NC Farm Act expands what qualifies as farming activity
Published 8:59 pm Monday, September 18, 2017
COLUMBUS – More Polk County farms may be able to qualify to enter the present use value program for tax relief thanks to a new North Carolina Farm Act that was approved by the state over the summer.
The Polk County Board of Commissioners met Sept. 5 and heard a presentation from county attorney Jana Berg about what the new law means.
Berg said on July 12, N.C. Governor Roy Cooper signed into law the NC Farm Act, effective immediately, that changed some laws in respect to farms and provided some tax relief.
The law increases property that is eligible for present use value by including within the required $1,000 worth of gross annual income from farming activities, fees generated from renting pastureland. The new law also now includes the sale of bees or products derived from beehives, other than honey. Honey production already qualifies for the present use program.
Berg said in other words, if you didn’t previously qualify, yet you rented your pastureland for horses or livestock to graze on your property and you generate at least $1,000 per year in income, you could now qualify.
The present use value program still requires there be at least 10 acres and the farming activity that generates income has to have been done for at least three years in order to qualify.
Berg said the 10 acres of property is still a requirement but it does not have to be contiguous land.

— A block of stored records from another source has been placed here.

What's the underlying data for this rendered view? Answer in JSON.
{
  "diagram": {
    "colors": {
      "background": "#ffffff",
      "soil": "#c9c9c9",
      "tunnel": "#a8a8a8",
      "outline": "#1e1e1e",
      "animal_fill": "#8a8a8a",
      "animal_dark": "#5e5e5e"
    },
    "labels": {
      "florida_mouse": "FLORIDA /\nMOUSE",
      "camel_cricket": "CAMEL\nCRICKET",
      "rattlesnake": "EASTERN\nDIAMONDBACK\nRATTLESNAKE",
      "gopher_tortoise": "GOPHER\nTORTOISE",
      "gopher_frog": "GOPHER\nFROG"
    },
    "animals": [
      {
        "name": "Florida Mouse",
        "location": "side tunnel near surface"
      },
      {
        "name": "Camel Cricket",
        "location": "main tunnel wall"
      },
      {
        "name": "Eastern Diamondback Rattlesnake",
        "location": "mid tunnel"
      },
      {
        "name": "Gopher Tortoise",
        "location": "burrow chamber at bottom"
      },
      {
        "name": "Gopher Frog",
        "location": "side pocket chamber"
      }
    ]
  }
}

Another benefit to farms with the new law is it exempts farm buildings from zoning regulations.
New or existing residences that are constructed to the building code and are occupied by the owner, lessee or the operator of a farm and other buildings or structures that are sheltering or supporting the farm use and operations, are exempt from zoning regulations, according to the law.
“Let’s say you had a run-in shed and you previously had problems meeting setback requirements where you had buildings that housed farming equipment,” Berg said.
Residences that are built to the building code and other structures (other structures don’t have to be built to the building code) do not have to meet zoning requirements any longer, Berg said.
“This is all fascinating,” commissioner Ray Gasperson said.
Gasperson said if he built a shed, as his farm is currently in the present use value program, he could build it up to his property line.
Berg said Gasperson is exempt from the zoning regulations, but someone in a subdivision may have other regulations.
“So, for example, your zoning regulations required a vegetative buffer around a particular use but it was a farm use,” Berg said. “You wouldn’t have to put (the buffer) there.”
Berg said a farm that’s enrolled in the present use value program or a farm that has a qualified farmer’s sales tax exemption, those structures don’t have to following the zoning codes.
The $1,000 per year gross income now includes from the sale of agriculture products produced from the land, grazing fees for livestock or sale of bees or products derived from bee hives other than honey.
Gasperson said people need to remember it takes three years to get into the present use value program.
Berg said a farm needs to have three years’ worth of income meeting the requirement to fit the program.
“You have to show $1,000 worth of income from a qualified farm activity for a three-year period to be enrolled in the present use value program,” said Berg. “So people need to be aware come January, if they have prior years’ income, including grazing fees, which is new, or selling products from bees, which is also new, that you can now qualify with those two new forms of income to meet that present use value.”
Other farming activities that qualify for the income requirement for the present use value program include activities like weddings on an already established farm.
The new law defines agri-tourism as farming, ranching, natural activities or attractions, including but not limited to weddings, receptions, meetings, demonstrations of farm activities, meals and other events that are taking place on a farm because of its farm or rural status. That doesn’t mean someone can build a barn specifically to hold weddings, but if a farm decided to use a barn to hold weddings, receptions or meetings, that income would now qualify.
Berg said this is good news for Polk County because in the past when the county went through the revaluation process, a lot of property owners were harmed by increasing property values.
And a lot of those property owners may have qualified for the present use value program because they leased their property for grazing.
“So, (Polk County Commissioners) actually submitted a resolution to the state asking for some tax relief,” Berg said, “and I don’t know that this is in response to that, but we got something. So, I’m really pleased with that.”
More information about the present use value program in Polk County can be found at polknc.org under the tax department page.